DIRECTIONS:
List every line below containing "resolution".

____________

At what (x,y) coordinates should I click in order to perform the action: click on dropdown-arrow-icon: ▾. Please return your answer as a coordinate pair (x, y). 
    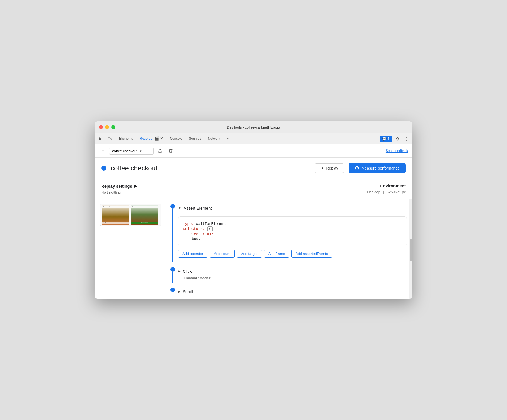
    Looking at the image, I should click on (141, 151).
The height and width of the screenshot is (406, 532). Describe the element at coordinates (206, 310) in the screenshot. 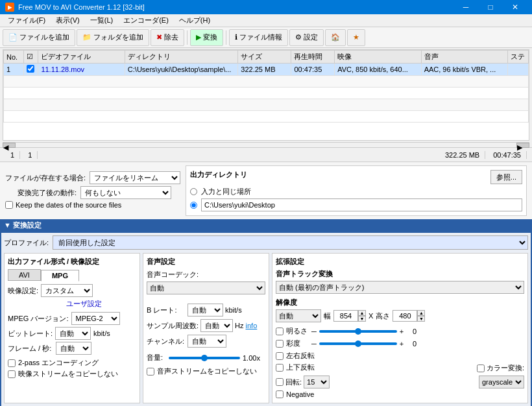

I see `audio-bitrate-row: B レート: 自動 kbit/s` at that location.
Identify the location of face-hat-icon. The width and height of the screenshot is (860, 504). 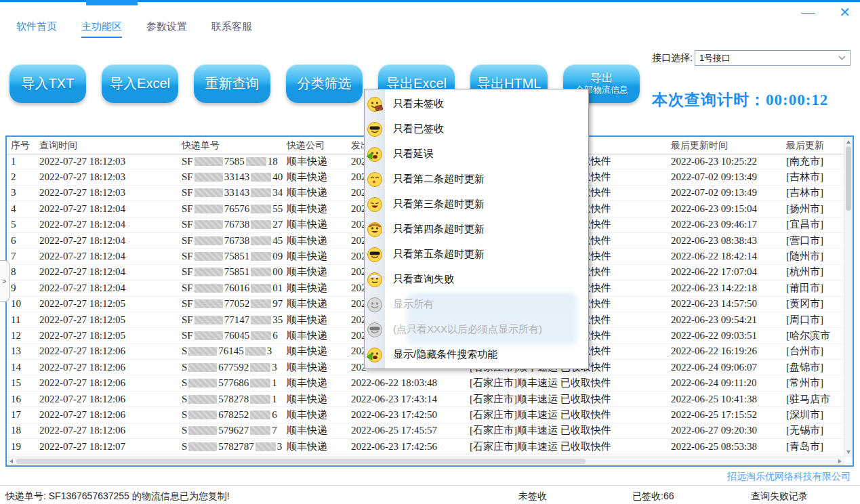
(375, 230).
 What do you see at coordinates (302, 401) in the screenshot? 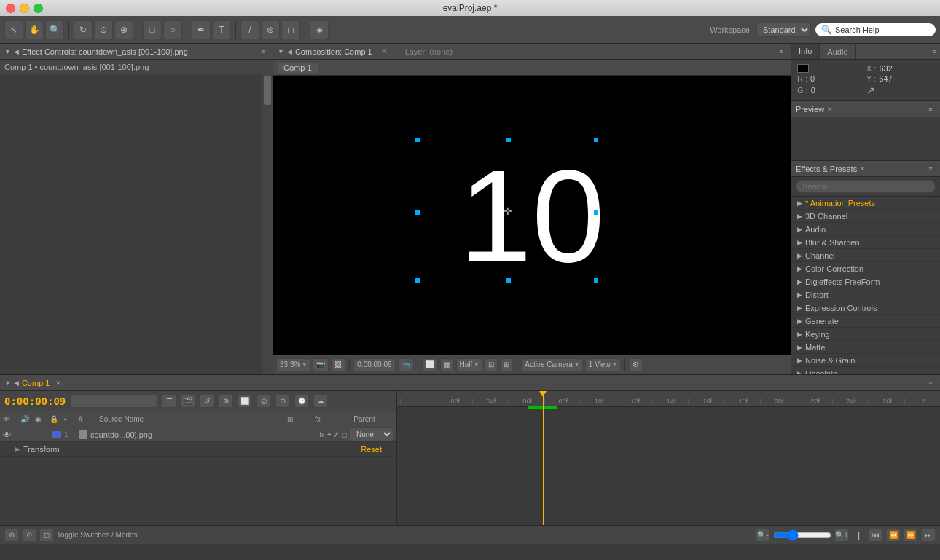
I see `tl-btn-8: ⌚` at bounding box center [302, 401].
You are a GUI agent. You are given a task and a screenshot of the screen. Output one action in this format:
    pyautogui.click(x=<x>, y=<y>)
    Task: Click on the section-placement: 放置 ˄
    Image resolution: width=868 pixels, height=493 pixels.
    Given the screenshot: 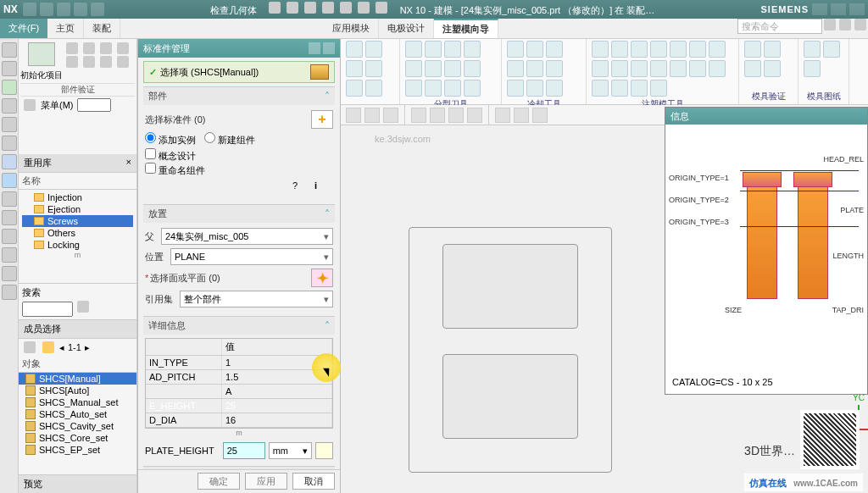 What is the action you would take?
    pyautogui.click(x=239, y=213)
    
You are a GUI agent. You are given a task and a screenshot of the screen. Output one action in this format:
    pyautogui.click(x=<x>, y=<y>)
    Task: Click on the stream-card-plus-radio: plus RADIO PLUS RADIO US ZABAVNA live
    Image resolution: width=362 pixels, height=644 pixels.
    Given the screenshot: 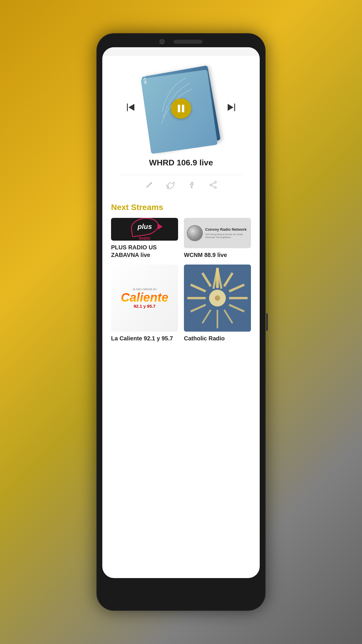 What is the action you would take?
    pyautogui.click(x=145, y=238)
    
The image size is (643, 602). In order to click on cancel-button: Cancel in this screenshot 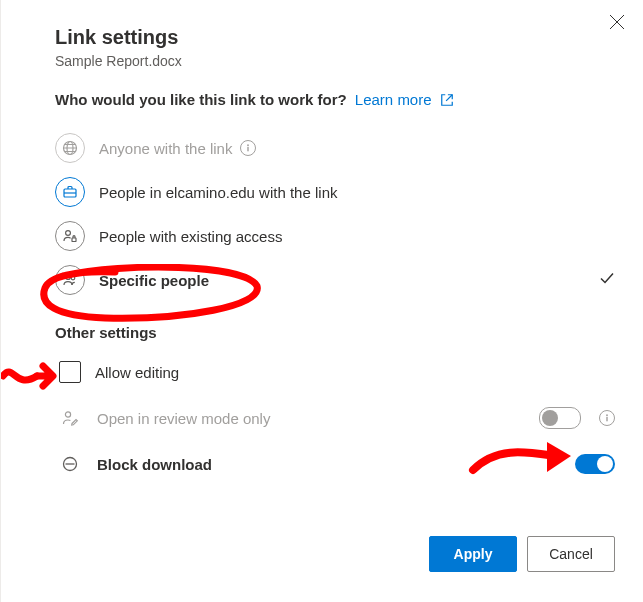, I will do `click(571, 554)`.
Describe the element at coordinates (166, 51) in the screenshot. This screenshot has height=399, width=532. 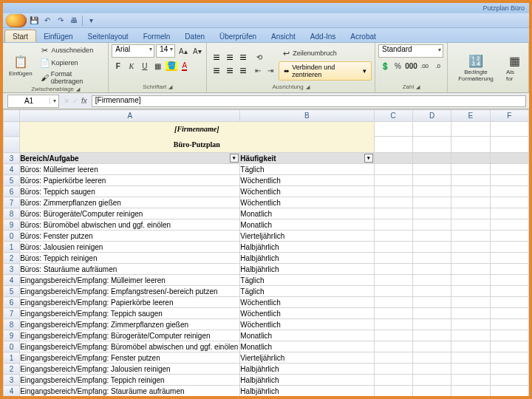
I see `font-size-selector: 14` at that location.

____________

RESULT FOR THIS EXERCISE:
    Image resolution: width=868 pixels, height=493 pixels.
    Image resolution: width=362 pixels, height=644 pixels.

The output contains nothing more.